The halcyon is a sea bird, which lays its eggs along the shore, or deposits them in the sand. And it lays in the middle of winter, when the violence of the winds dashes the sea against the land. Yet all winds are hushed, and the wave of the sea grows calm, during the seven days that the halcyon sits. [1667]

For it only takes seven days to hatch the young. Then, as they are in need of food so that they may grow, God, in His munificence, grants another seven days to this tiny animal. All sailors know this, and call these days halcyon days. If divine Providence has established these marvellous laws in favour of creatures devoid of reason, it is to induce you to ask for your salvation from God. Is there a wonder which He will not perform for you--you have been made in His image, when for so little a bird, the great, the fearful sea is held in check and is commanded in the midst of winter to be calm.

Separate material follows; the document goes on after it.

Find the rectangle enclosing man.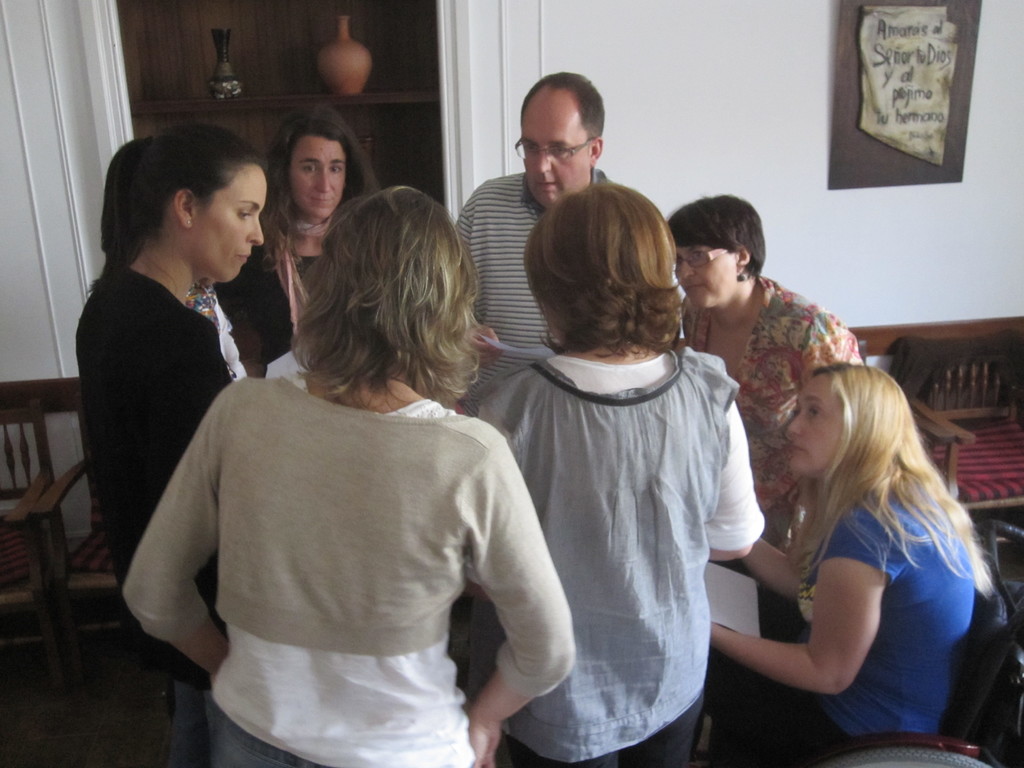
(x1=456, y1=70, x2=614, y2=412).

[1663] Arist., Hist. An. ix. 10.

[1664] From pelargos. On the pious affection of the stork, cf. Plato, Alc. i. 135 (S: 61), Arist., H.A. ix. 13, 20, AElian, H.A. iii. 23 and x. 16, and Plin. x. 32. From pelargos was supposed to be derived the Pythagorean word pelargan (Diog. Laert. viii. 20), but this is now regarded as a corruption of pedartan.

[1665] "Hirundines luto construunt, stramine roborant: si quando inopia est luti, madefactae multa aqua pennis pulverem spargunt." Plin. x. 49. cf. Arist., Hist. An. ix. 10.

[1666] "Chelidoniam visui saluberriman hirundines monstravere, vexatis pullorum oculis illa medentes." Plin. viii. 41. cf. AElian, H.A. iii. 25. Chelidonia is swallowwort or celandine.

[1667] "Foetificant bruma, qui dies halcyonides vocantur, placido mari per eos et navigabili, Siculo maxime. Plin. x. 47. cf. Arist., H.A. v. 8, 9, and AElian, H. N. i. 36. So Theoc. vii. 57: Ch' halkuones storeseunti ta kumata, tan te thalassan Ton te noton tont' euron hos eschata phukia kinei Sir Thomas Browne (Vulgar Errors) denies the use of a kingfisher as a weather-gauge, but says nothing as to the "halcyon days." Kingfishers are rarely seen in the open sea, but haunt estuaries which are calm without any special miracle. Possibly the halcyon was a tern or sea-swallow, which resembles a kingfisher, but they brood on land.